Targeted Data Adaptive Estimation of the Causal Dose-Response Curve

Diaz, Ivan; Van der Laan, Mark J.
ISI:000218558300001
ISSN: 2193-3677
CID: 5304812

Population intervention causal effects based on stochastic interventions

Muñoz, Iván Díaz; van der Laan, Mark
Estimating the causal effect of an intervention on a population typically involves defining parameters in a nonparametric structural equation model (Pearl, 2000, Causality: Models, Reasoning, and Inference) in which the treatment or exposure is deterministically assigned in a static or dynamic way. We define a new causal parameter that takes into account the fact that intervention policies can result in stochastically assigned exposures. The statistical parameter that identifies the causal parameter of interest is established. Inverse probability of treatment weighting (IPTW), augmented IPTW (A-IPTW), and targeted maximum likelihood estimators (TMLE) are developed.
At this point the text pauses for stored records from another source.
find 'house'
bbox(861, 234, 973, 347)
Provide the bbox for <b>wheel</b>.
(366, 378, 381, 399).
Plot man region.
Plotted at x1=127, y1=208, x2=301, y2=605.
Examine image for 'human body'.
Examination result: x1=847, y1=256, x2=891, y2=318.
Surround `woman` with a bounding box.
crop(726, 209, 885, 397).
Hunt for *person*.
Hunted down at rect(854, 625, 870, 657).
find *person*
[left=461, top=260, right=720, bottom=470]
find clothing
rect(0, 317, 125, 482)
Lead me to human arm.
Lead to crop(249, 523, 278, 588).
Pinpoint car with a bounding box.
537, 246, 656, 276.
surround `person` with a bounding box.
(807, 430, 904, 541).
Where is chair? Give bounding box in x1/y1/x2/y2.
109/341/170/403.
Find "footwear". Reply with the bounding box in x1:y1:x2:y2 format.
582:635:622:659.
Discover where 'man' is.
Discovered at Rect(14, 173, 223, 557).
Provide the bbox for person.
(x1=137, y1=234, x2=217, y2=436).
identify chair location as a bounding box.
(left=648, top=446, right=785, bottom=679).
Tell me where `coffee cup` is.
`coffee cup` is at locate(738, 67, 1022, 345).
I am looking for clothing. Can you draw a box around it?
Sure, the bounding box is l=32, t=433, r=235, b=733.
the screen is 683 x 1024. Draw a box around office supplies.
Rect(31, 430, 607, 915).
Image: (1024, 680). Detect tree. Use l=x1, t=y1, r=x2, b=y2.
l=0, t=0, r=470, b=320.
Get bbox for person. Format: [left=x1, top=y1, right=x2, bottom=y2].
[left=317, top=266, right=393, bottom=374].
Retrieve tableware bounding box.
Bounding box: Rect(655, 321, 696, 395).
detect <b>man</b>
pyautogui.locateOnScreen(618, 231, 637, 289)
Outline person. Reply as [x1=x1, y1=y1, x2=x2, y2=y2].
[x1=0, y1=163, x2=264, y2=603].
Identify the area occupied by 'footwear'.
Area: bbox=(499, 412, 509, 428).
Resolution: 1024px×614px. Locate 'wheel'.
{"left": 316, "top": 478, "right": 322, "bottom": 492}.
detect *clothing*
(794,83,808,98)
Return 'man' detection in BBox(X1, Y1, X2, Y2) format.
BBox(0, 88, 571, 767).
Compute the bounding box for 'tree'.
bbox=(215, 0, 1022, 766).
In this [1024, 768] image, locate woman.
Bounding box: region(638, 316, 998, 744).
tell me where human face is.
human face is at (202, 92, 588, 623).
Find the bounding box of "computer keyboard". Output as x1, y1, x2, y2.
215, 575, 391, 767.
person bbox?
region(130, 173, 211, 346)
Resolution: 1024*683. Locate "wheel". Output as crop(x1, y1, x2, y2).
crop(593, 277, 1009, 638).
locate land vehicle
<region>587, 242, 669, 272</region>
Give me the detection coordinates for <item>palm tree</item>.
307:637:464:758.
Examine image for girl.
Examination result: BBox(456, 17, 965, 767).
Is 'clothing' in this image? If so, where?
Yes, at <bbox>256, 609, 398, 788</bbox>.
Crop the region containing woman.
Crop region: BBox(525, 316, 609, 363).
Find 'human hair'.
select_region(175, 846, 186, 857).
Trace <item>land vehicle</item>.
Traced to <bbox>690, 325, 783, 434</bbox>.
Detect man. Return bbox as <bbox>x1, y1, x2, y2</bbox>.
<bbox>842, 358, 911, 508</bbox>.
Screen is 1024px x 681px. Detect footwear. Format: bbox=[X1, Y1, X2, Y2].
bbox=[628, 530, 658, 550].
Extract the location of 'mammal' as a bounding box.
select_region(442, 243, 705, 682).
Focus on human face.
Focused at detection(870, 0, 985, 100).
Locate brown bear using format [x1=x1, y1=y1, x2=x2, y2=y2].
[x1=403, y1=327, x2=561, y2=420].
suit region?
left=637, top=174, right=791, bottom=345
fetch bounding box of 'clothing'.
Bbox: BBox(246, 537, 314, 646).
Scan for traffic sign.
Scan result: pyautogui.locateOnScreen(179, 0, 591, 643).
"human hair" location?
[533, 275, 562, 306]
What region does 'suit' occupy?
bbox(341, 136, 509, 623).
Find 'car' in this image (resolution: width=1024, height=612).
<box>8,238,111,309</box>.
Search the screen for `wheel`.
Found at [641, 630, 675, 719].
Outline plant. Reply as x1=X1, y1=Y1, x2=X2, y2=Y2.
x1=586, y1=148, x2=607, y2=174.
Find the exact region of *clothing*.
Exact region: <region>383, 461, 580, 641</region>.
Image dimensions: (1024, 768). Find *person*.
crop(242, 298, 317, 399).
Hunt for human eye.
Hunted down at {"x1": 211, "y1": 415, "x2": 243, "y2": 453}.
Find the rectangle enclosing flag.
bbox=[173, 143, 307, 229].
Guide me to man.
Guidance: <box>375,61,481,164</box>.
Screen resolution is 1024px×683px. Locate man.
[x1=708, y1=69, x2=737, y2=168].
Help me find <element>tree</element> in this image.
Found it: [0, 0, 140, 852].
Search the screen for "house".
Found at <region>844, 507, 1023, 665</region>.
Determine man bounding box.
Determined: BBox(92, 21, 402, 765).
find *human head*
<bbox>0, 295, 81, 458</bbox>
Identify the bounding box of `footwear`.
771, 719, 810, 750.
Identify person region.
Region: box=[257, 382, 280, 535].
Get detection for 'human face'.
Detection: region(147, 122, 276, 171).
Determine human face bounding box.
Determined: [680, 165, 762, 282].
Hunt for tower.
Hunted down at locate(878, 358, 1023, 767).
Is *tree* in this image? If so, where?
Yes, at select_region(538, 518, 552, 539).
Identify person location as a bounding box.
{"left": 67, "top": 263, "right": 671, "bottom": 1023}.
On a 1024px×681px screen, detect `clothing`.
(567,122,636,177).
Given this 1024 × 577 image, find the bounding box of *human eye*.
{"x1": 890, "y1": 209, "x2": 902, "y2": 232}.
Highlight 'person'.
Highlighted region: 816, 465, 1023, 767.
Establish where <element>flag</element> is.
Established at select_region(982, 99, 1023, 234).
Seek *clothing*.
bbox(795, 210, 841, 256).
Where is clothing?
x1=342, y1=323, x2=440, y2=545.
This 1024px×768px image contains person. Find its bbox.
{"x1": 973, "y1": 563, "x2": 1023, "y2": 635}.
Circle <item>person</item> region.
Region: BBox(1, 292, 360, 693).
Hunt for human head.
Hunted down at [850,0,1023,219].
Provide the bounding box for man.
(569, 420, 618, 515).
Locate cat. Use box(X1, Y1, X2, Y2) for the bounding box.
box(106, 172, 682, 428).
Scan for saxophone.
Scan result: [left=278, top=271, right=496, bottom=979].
A simulation study is performed to demonstrate the properties of these estimators, which include the double robustness of the A-IPTW and the TMLE. An application example using physical activity data is presented.
PMCID:4117410
PMID: 21977966
ISSN: 1541-0420
CID: 5304902

Critical Mediators of Coagulopathy After Trauma [Meeting Abstract]

Kutcher, M. E.; Diaz, I.; Redick, B. J.; Vilardi, R. F.; Nelson, M. F.; Hubbard, A.; Cohen, M. J.